Third is Facebook itself, which receives virtually all of its revenue from marketing directors and needs to keep them and their agencies happy and reassured.

There is a fourth, which is the fact that a Facebook page is a much better data capture opportunity than a website – hence the current obsession with securing Facebook Likes.  In fact most Facebook strategies go something along the lines of: drive people to the Facebook page, incentivise them to click the Like button, then get them the hell out of there into a digital platform better adapted to doing what it is We want to do with them.  But is this behaviour really sustainable and is it not fundamentally missing whatever genuine opportunities Facebook might present?  Facebook is, in many ways, just a new form of social behaviour.  That is certainly how its users relate to it.  And these users are only going to be prepared to ‘engage’ with those brands that understand and respect this.  (Long term this is also a bit of a problem for Facebook, because you can’t own a form of behaviour).
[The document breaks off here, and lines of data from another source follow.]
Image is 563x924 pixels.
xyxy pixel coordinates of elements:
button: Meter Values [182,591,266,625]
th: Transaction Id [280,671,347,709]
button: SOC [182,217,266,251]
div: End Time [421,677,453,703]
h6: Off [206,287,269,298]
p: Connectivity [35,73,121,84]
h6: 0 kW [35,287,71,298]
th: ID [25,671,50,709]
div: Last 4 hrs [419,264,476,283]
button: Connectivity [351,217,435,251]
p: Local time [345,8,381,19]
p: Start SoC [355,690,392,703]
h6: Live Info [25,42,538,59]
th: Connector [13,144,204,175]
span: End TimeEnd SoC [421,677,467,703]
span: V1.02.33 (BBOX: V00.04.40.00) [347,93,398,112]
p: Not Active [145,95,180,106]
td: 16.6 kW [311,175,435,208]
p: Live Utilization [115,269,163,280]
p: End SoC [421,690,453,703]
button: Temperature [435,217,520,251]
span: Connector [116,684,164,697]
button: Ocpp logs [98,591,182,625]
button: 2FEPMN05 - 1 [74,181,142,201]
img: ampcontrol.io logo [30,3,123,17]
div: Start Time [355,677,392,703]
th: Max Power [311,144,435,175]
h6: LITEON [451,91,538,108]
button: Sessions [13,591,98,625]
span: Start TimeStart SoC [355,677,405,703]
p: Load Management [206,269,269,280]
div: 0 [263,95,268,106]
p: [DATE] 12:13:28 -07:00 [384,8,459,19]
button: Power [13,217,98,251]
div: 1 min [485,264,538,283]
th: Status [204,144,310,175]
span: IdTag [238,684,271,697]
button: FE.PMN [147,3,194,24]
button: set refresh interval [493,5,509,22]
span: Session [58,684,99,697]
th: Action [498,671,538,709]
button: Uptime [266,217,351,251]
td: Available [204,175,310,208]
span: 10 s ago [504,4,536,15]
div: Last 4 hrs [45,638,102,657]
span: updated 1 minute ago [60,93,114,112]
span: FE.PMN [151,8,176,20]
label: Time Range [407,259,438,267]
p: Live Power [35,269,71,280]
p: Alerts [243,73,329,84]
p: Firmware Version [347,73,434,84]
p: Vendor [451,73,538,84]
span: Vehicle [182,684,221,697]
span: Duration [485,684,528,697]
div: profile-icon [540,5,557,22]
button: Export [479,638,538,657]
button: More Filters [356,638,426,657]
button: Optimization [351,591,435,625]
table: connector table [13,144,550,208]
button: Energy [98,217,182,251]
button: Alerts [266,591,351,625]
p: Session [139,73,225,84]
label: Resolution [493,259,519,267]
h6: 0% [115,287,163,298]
Personally, I think the sign of an effective corporate use of a Facebook page is that it looks like, well, a Facebook page – an environment that looks and feels exactly like the environment Facebook users are creating for themselves.  It should be a space where people who want to come and talk to a brand, can come and talk if they want to.  Frequently, of course, these people are going to want to ask questions or raise complaints – but that’s fine, it’s called customer service.  Of course, you don’t want people asking questions or raising complaints all over your website – yet another reason why turning your Facebook page into a website is a stupid thing to do.

The fact is that we are now operating in a bi-polar world – the world of traditional media and the world of social media.  The traditional media world isn’t going to go away in a hurry, it is just going to shrink in importance as the social media space grows.  The defining challenge for any marketing or communications director (in fact any CEO) over the next 10 years is how to operate with a foot in both camps and the key to this is the recognition that both spaces are fundamentally different: what works in traditional doesn’t work in social and visa versa.